“Concept Opera” Production Does Macbeth No Favours

United KingdomUnited Kingdom Verdi, Macbeth (1865) (sung in Italian with titles in English): Soloists, Chorus and Orchestra of Opera North / Tobias Ringborg (conductor), The Lowry Theatre, Salford Quays, 6.3.2014. (RJF)

 Cast:
Macbeth: Béla Perencz
Lady Macbeth: Kelly Cae Hogan
Macduff: Jung Soo Yun
Banquo: Paul Whelan
Malcolm: Robyn Lyn Evans
Lady in Waiting: Victoria Sharp
Doctor: Dean Robinson
 

Production team.
Director: Tim Albery
Set Designer: Johan Engels
Costume Designer: Brigitte Reiffenstuel
Lighting Designer,: Bruno Poet
This production was first seen in the spring season of 2008 along with Gounod’s Romeo and Juliet and Britten’s A Midsummer Night’s Dream as part of a series of productions of operas loosely based on Shakespeare plays. At that time I noted that whilst I had greatly admired Tim Albery’s production of Katya Kabanova in the summer tour 2007 and his Madama Butterfly the following autumn in which he managed to include elements of updating, he did so without losing sight or sound, of the composers’ intentions. However, I also pointed out that that Verdi is a different kettle of fish. No other opera composer had such a feel for the theatre, or marries the music so well with his dramatic intentions.

Premiered in Florence in 1846 Macbeth was Verdi’s tenth opera and his first attempt at setting a work by Shakespeare, an author whom he revered and whose works he kept by his bedside, albeit in Italian translation. He wrote to the impresario Lanari giving detailed instructions as to décor and costumes, which he wanted to be historically accurate. He also wrote to the singers who were to portray Macbeth and his wife giving precise instructions as to how the music was to be performed. Verdi always composed with particular voices and even singers in mind, as was the case with Macbeth. He rehearsed his singers to the very last minute. His efforts gave rise to a resounding success that he cherished to the extent that when informed that Paris’s Théâtre Lyrique had enquired if the composer would write ballet music for insertion into his opera of 1847  for performance at the theatre he was delighted. Verdi indicated that the he wished to undertake a radical revision, in French, of the opera he had written eighteen years before. His changes for the revised Macbeth included new arias for Lady Macbeth and her husband and a new last act finale deleting Macbeth’s death scene as well as other detailed revisions. The downside to all of this is to be found is the different styles of musical composition and structure between the original and the rewritten parts with the composer’s greater musical maturity evident compared with the music from the earlier writing. These can present the conductor of a performance particular challenges that were well met by Tobias Ringborg in this performance in which he quickly adapted to The Lowry’s idiosyncratic acoustic.

Macbeth is well known as the Scottish play. In Albery’s production it might as well have been the Balkans. The set had a large steeply raked elliptical back surface to represent the blasted heath with three perches for witches and a door that opened to allow Duncan to enter alive and leave as a propped up bloody corpse. Updated to the mid-twentieth century there were no signs of tartan, bonnet, Glengarries or kilts, let alone sporrans. The witch’s headgear reminded me of Second World War cleaning ladies snoods. I think they were called snoods, or perhaps mob caps. Throughout the sparse stage was only furnished by black seats and a bed that was wheeled out from time to time. The first occasion was to facilitate Lady Macbeth’s arrival at a maternity delivery room, her dress stained with her burst waters, to give birth to a dead child that is quickly wrapped in newspaper and consigned to the litterbin!! Then it carried the dead bloodied Duncan and later a multiple birth as Malcolm’s wife gave birth to six, all duly crowned and passed and then tossed around. There was gimmick and more gimmick in which the Scottish play and Verdi’s creation and concept were completely lost. Producer concept, Regietheater, call it what you will, it did no service to Verdi, nor, looking at the acres of empty seats, to Opera North’s cash flow. Perhaps they are trying to mimic their London progenitor by increasing their deficit?! The invidious comparison with the previous evening’s production of The Girl of the Golden West which attracted high audience numbers was unavoidable,

If the staging was unacceptable it was not rescued by the solo singing. The principals were seemingly trawled from every corner of the earth without one being a truly Verdian voice. I know such voices are scarce on the ground, but whilst Macbeth and his Lady were fine in the admired concert performances of Die Walküre last summer, they lacked the requisite vocal colour and Italianate patina. I make an exception for Paul Whelan’s Banquo. His singing was nicely nuanced, as one would expect from a Royal Northern College of Music alumnus, lacking only more bass sonority. As always Opera North’s chorus did Verdi justice.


• What is needed: Pull each line with the string "fence" from the entries.

• Figure record extracts:
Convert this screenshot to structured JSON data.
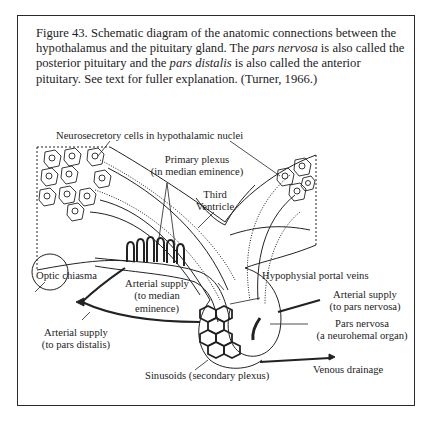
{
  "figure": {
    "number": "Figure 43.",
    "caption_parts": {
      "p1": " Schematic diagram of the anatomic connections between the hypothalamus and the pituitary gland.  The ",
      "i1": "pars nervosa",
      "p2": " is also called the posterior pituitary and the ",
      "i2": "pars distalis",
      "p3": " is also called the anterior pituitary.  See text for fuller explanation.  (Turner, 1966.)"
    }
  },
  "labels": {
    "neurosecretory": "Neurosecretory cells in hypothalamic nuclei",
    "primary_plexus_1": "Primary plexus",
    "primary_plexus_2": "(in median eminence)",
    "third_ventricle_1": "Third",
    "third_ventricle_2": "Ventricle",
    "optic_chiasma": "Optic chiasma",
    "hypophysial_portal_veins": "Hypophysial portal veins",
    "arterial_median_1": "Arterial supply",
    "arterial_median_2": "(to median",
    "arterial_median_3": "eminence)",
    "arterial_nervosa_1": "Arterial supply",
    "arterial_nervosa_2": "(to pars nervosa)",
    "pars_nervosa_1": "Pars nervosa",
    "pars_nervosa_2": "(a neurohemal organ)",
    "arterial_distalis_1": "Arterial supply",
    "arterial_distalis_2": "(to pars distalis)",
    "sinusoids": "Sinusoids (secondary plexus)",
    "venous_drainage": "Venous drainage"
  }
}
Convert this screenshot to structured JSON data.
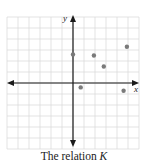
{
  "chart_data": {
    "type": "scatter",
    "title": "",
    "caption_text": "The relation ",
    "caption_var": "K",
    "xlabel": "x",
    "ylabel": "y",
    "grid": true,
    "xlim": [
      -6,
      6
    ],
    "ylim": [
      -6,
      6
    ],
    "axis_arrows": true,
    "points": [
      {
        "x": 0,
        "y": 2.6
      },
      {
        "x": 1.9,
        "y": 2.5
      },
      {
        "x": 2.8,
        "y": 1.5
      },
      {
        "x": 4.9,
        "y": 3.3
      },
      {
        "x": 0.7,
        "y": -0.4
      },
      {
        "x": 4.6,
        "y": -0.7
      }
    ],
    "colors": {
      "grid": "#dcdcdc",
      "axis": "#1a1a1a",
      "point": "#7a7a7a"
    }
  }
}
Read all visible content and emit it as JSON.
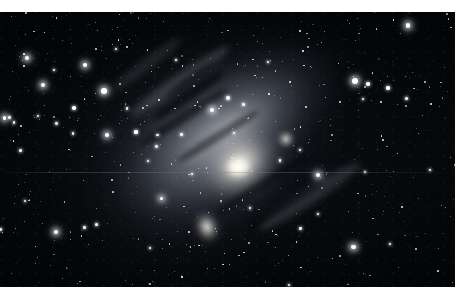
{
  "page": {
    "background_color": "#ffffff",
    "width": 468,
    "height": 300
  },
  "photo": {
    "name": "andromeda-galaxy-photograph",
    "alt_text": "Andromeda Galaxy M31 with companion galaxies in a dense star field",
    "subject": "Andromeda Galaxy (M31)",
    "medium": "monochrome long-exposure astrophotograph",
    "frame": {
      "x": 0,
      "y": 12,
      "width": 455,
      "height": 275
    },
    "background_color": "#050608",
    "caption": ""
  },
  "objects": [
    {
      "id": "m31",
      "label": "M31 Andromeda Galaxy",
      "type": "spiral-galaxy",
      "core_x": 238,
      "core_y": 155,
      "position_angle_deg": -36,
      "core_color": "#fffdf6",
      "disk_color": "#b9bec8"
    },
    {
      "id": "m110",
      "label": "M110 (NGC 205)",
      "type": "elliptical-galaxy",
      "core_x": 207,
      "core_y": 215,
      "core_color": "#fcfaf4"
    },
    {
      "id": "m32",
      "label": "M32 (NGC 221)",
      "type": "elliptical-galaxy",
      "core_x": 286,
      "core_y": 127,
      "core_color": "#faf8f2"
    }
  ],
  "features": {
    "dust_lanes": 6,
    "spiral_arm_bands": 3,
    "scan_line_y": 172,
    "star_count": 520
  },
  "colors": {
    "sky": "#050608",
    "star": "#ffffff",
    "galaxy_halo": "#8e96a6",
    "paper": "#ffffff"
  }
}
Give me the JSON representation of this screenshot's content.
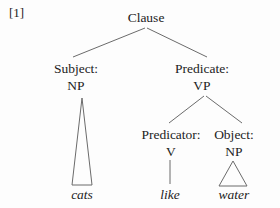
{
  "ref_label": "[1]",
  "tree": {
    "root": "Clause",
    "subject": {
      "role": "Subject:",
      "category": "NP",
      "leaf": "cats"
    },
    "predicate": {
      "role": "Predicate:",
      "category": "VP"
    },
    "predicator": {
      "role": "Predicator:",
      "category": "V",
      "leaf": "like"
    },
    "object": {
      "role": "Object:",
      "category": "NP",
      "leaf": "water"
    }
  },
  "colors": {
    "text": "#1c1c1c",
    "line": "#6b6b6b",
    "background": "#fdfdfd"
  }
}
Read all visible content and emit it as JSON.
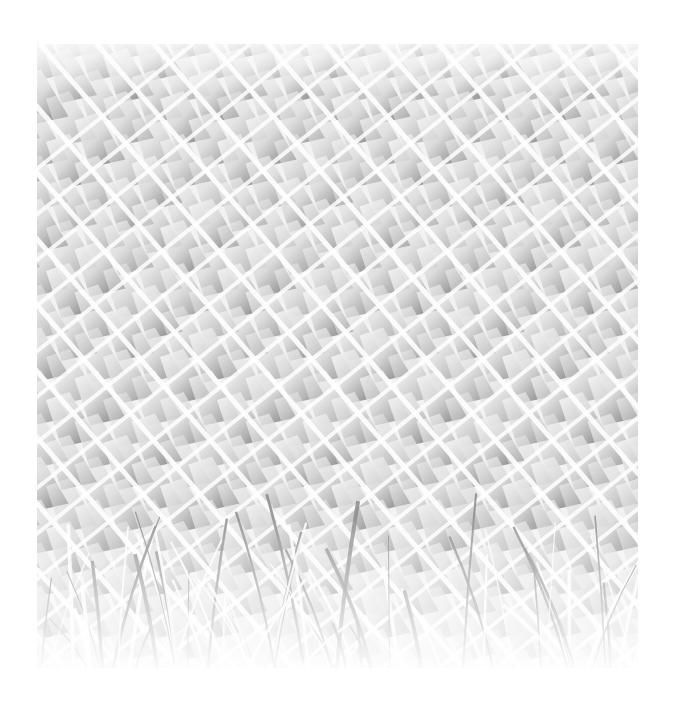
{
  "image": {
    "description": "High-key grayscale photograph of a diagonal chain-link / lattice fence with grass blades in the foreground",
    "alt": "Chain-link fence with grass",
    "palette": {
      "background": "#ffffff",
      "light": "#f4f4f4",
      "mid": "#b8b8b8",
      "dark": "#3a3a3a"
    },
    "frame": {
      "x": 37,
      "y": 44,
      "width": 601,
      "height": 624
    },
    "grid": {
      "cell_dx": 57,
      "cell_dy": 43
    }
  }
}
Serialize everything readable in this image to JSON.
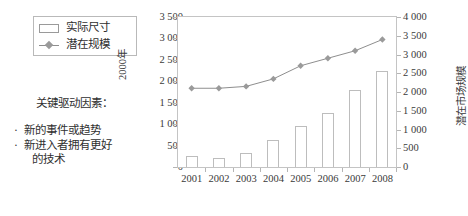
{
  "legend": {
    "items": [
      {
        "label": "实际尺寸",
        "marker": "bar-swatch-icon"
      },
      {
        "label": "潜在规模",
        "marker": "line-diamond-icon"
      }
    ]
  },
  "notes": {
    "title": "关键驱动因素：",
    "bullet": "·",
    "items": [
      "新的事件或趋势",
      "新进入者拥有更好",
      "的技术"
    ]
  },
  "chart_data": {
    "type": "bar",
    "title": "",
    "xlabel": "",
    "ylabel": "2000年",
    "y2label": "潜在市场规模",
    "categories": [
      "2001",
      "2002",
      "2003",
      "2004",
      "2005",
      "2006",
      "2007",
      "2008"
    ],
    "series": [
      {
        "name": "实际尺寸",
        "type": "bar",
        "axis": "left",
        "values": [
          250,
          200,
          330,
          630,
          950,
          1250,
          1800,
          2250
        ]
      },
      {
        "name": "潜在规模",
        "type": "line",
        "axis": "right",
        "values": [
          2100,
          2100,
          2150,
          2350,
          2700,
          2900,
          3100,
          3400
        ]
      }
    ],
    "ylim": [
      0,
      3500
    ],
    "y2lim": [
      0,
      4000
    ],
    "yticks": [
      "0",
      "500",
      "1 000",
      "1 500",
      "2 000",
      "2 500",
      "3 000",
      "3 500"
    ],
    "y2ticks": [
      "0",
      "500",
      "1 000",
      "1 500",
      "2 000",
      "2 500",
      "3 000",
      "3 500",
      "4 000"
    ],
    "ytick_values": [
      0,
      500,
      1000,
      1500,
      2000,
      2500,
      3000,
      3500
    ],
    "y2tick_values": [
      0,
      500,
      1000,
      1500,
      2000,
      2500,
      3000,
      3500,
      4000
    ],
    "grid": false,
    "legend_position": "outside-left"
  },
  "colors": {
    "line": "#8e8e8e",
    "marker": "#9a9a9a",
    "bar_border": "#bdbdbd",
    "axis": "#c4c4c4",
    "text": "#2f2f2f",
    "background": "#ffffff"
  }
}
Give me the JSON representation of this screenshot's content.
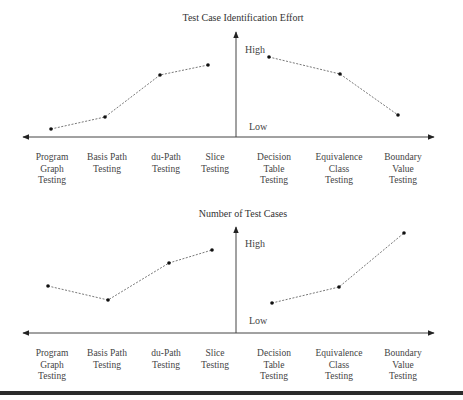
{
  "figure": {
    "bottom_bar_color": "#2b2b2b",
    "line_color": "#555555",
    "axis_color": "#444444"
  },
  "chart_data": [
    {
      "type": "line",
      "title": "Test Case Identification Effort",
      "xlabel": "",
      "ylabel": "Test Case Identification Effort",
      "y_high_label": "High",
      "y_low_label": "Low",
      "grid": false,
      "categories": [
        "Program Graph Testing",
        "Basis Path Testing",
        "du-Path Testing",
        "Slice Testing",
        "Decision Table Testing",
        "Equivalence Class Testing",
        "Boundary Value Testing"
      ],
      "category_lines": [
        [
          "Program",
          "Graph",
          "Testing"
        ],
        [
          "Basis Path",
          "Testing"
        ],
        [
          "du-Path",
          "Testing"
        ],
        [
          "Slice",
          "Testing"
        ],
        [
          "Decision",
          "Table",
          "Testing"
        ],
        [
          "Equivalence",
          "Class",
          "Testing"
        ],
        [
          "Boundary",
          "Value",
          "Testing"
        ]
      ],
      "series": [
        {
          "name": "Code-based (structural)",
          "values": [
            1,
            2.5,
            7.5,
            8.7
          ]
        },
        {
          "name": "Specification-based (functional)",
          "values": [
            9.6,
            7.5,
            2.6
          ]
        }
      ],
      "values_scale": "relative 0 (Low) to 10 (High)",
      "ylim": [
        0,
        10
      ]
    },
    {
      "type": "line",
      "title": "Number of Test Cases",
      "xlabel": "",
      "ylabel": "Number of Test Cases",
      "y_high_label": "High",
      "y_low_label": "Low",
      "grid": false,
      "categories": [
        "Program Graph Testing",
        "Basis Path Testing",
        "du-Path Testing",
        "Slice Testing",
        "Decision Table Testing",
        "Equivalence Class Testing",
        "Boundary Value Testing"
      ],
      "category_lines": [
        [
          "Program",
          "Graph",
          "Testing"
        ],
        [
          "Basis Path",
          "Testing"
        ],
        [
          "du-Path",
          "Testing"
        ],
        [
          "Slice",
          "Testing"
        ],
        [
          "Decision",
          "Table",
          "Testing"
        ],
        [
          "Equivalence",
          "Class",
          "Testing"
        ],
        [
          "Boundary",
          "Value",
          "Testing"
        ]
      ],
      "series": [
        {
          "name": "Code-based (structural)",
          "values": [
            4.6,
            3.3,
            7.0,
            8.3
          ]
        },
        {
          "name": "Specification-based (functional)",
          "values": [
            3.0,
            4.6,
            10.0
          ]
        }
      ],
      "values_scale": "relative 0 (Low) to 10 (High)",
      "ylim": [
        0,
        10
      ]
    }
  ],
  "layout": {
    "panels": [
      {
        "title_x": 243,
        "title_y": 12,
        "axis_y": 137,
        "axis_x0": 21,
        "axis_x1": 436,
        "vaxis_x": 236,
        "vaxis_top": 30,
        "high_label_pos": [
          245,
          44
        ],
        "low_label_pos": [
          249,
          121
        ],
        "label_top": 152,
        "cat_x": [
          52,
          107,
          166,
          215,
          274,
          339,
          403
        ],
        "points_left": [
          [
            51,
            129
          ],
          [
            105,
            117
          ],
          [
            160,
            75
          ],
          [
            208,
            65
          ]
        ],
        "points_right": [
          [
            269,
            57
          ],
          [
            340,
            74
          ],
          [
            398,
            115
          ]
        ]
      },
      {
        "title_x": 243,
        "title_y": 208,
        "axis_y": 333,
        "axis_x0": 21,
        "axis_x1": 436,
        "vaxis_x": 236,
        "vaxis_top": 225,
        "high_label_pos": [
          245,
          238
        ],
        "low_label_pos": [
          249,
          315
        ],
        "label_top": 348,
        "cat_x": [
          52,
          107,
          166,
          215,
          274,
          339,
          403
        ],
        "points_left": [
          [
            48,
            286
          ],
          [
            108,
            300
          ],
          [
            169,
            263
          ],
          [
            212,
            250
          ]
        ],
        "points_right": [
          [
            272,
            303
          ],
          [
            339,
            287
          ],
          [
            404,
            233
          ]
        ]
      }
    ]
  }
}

• Response box:
    "description": "High-key grayscale photograph of a diagonal chain-link / lattice fence with grass blades in the foreground",
    "alt": "Chain-link fence with grass",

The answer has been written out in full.